Business Process Reengineering

The fundamental rethinking and radical redesign of business processes to achieve dramatic improvements in critical, contemporary measures of performance, such as cost, quality, service, and speed.

Definition

Business Process Reengineering (BPR) involves the examination and redesign of business processes and workflows in an organization. BPR is not about making incremental improvements to existing processes. It is about starting from a clean slate and asking: if we were to create this process from scratch today, what would it look like? The goal is to achieve breakthrough performance by redesigning processes from the ground up, often by leveraging new technology.

Origin & Context

The concept was popularized in the early 1990s by Michael Hammer and James Champy in their book, Reengineering the Corporation: A Manifesto for Business Revolution.

Why It Matters

BPR is a powerful tool for breaking out of outdated, inefficient ways of working. It challenges the assumptions that underlie existing processes and can lead to order-of-magnitude improvements in performance. For business architects, BPR is a key technique for translating a new strategic vision or operating model into a new set of core business processes.

Common Misconceptions

Myth: BPR is the same as downsizing or automation.
Reality: While BPR may result in headcount reduction or increased automation, these are not its primary goals. The goal is a radical improvement in performance.
Myth: BPR is the same as continuous improvement.
Reality: BPR is about radical, discontinuous change, not incremental change.

Practical Example

Ford Motor Company reengineered its accounts payable process in the 1980s. Instead of the traditional process of matching purchase orders, receiving documents, and invoices, they moved to a system where payment was automatically triggered when the goods were received at the loading dock. This invoiceless processing reduced their accounts payable headcount by 75%.

Industry Applications

Any
BPR has been applied in virtually every industry. It is most effective in organizations with complex, cross-functional processes that have not been significantly changed in many years, such as insurance claims processing, new product development, or supply chain management.

Related Terms

  • Business Process Management: BPR is a radical, top-down approach to process change, while BPM is a more continuous, bottom-up discipline for managing and improving processes.
  • Lean Management: Lean focuses on eliminating waste and continuous improvement, while BPR focuses on radical redesign.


# DIRECTIONS
Send back the records exactly as written, with no images.

Data entries:
..............................

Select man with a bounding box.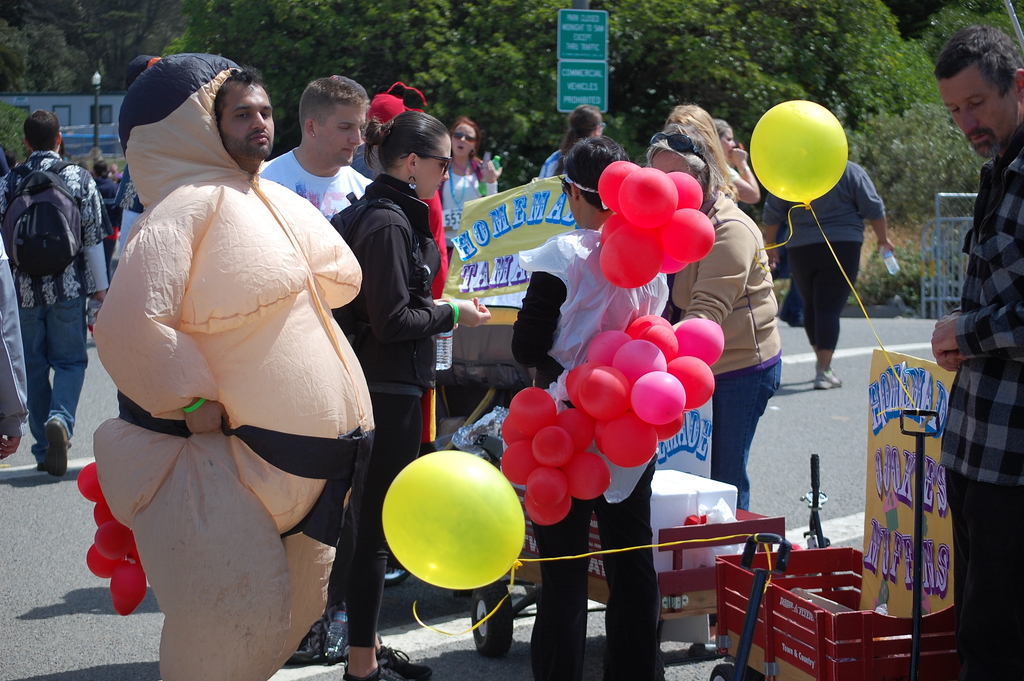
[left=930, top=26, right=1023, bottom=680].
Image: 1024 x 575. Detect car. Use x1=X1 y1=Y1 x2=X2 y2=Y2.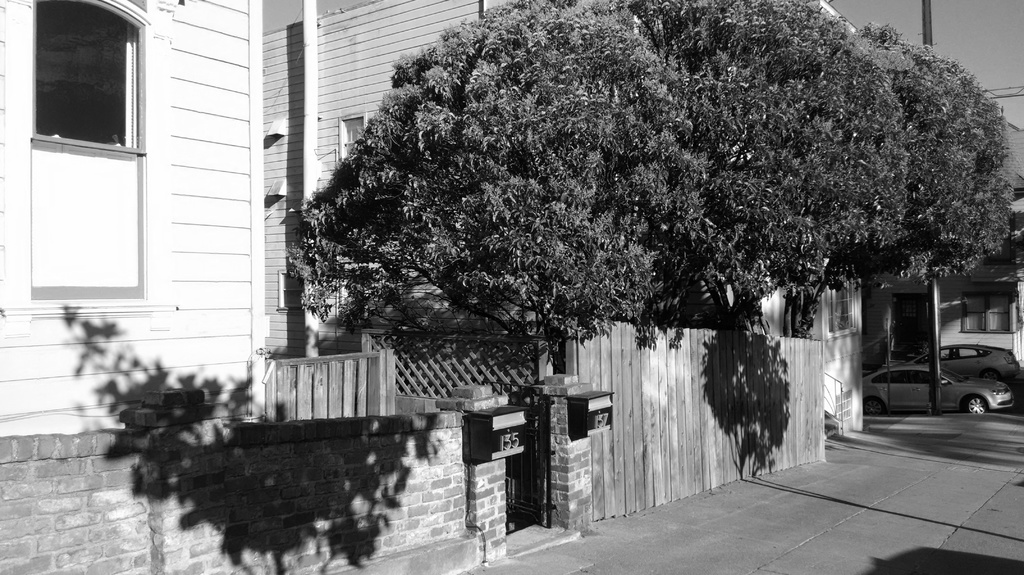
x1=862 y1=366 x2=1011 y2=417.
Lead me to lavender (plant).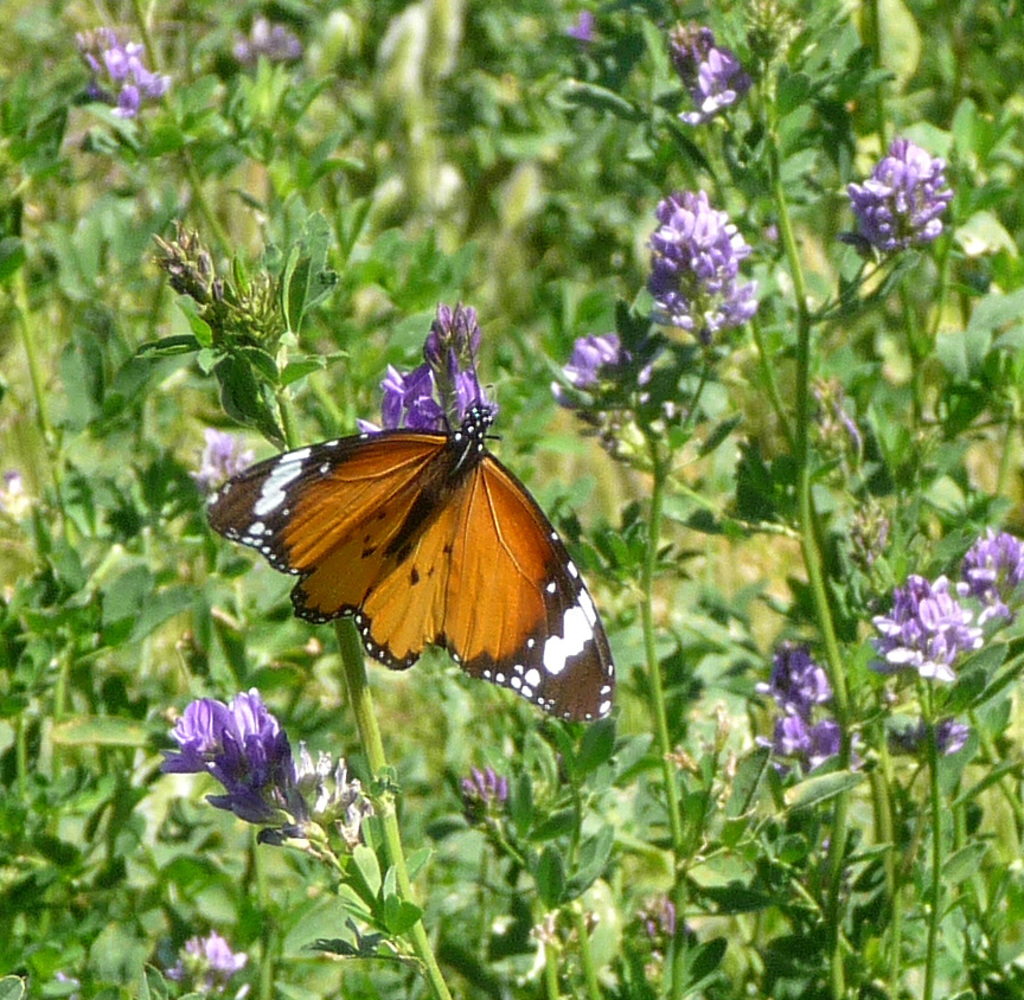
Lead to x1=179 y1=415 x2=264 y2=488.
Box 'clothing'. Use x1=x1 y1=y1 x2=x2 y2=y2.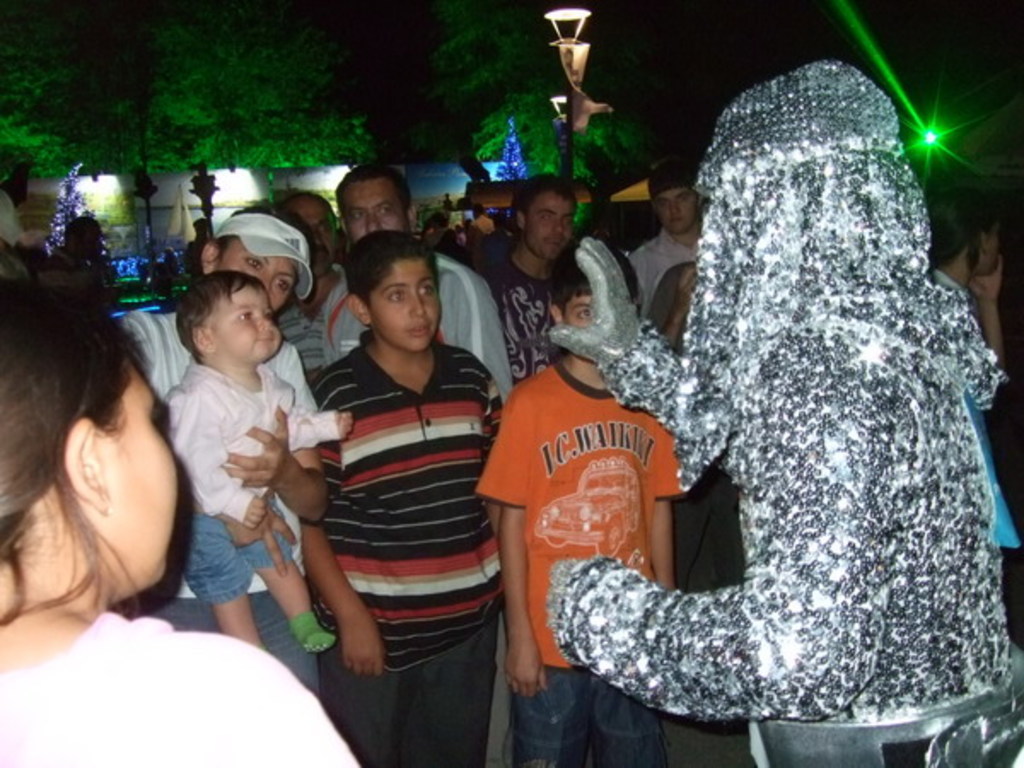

..............................

# REPLY TO THE TASK
Select man with a bounding box.
[left=930, top=26, right=1023, bottom=680].
Image: 1024 x 575. Detect car. Use x1=X1 y1=Y1 x2=X2 y2=Y2.
x1=862 y1=366 x2=1011 y2=417.
Lead me to lavender (plant).
Lead to x1=179 y1=415 x2=264 y2=488.
Box 'clothing'. Use x1=x1 y1=y1 x2=x2 y2=y2.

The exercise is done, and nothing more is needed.